You mention that social media page that we’ve all seen, sh*tlondonguiness where people are shown up for not serving our national drink the correct way..

“Obviously Guinness has been having a moment around the world for the last couple of years.

“I do think that what he did with that Instagram is a big part of it because we had those two, three years where we couldn’t go to the pub and everything else we could do at home: We could learn how to make cocktails, we could buy nice wine, we could get craft beer. We couldn’t pour a good pint of Guinness.

“By the end of lockdown, that’s what you were looking for.

“Everyone was gagging for the Guinness and he started his account around that right time as well.

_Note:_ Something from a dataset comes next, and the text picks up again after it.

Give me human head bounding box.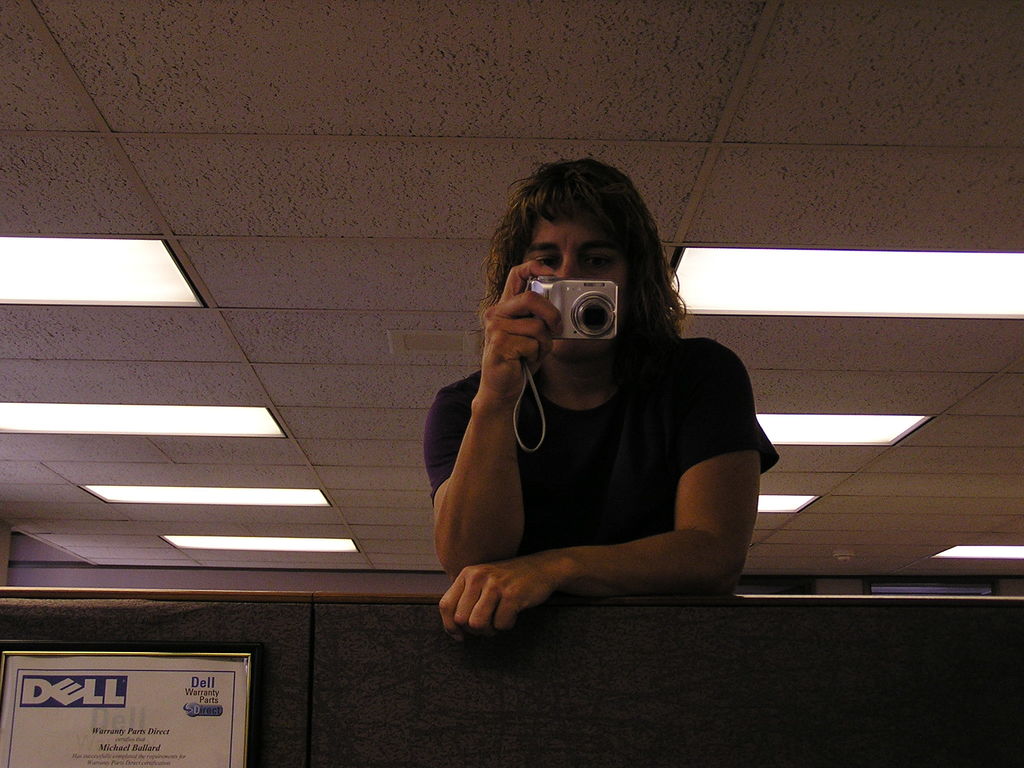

“I think Guinness have a lot to thank him for because I think he did a lot to put that in front of people.

“As Irish people we always, straight away, can see what’s wrong with a pint of Guinness.

“It was interesting to see the differences of how outraged people would get or not.

“I think that it made a lot of people go, ‘Why are people getting so upset about this pint of Guinness?’

“He has another page called Beautiful Pints which doesn’t get half as much interaction.

“It’s a real anomaly for me to be like, ‘Oh my god, I love this hugely commercialised drink’, which we all do.

“It’s like we ignore the fact that it’s not even owned by an Irish company, we still treat it like as if it’s one of our national flags.

“Murphys and Beamish are having a bit of a moment now thanks to Guinness.

“I know recently Gibney’s in London put Beamish on for one day only and they were sold out within a few hours.

“And I know there’s certain pubs in London that only serve Murphy’s,

“I think it’s interesting that Kneecap are Beamish boys through and through and yhey will never be seen with Guinness.

“If they talk about drinks, they talk about Beamish.

“I believe they drink Beamish in Maddens in Belfast.”

What sort of reactions have you got to the book?

“I wouldn’t say it’s like a eureka moment, it’s things we all know.

“But I think that writing a chapter on what funeral pints are.

“We all know what that is but I didn’t know anyone who’s ever written a few pages about having a pint at a funeral and how nice that can be.

“I think it was more recognising everyday moments and putting them down on paper that people were like, ‘God, I never thought about the airport pint being so specific and brilliant and good and why it’s so great’.

A Compendium of Irish Pints: The Culture, Customs and Craic by Ali Dunworth is available from Nine Bean Rows. Follow Ali Dunworth here.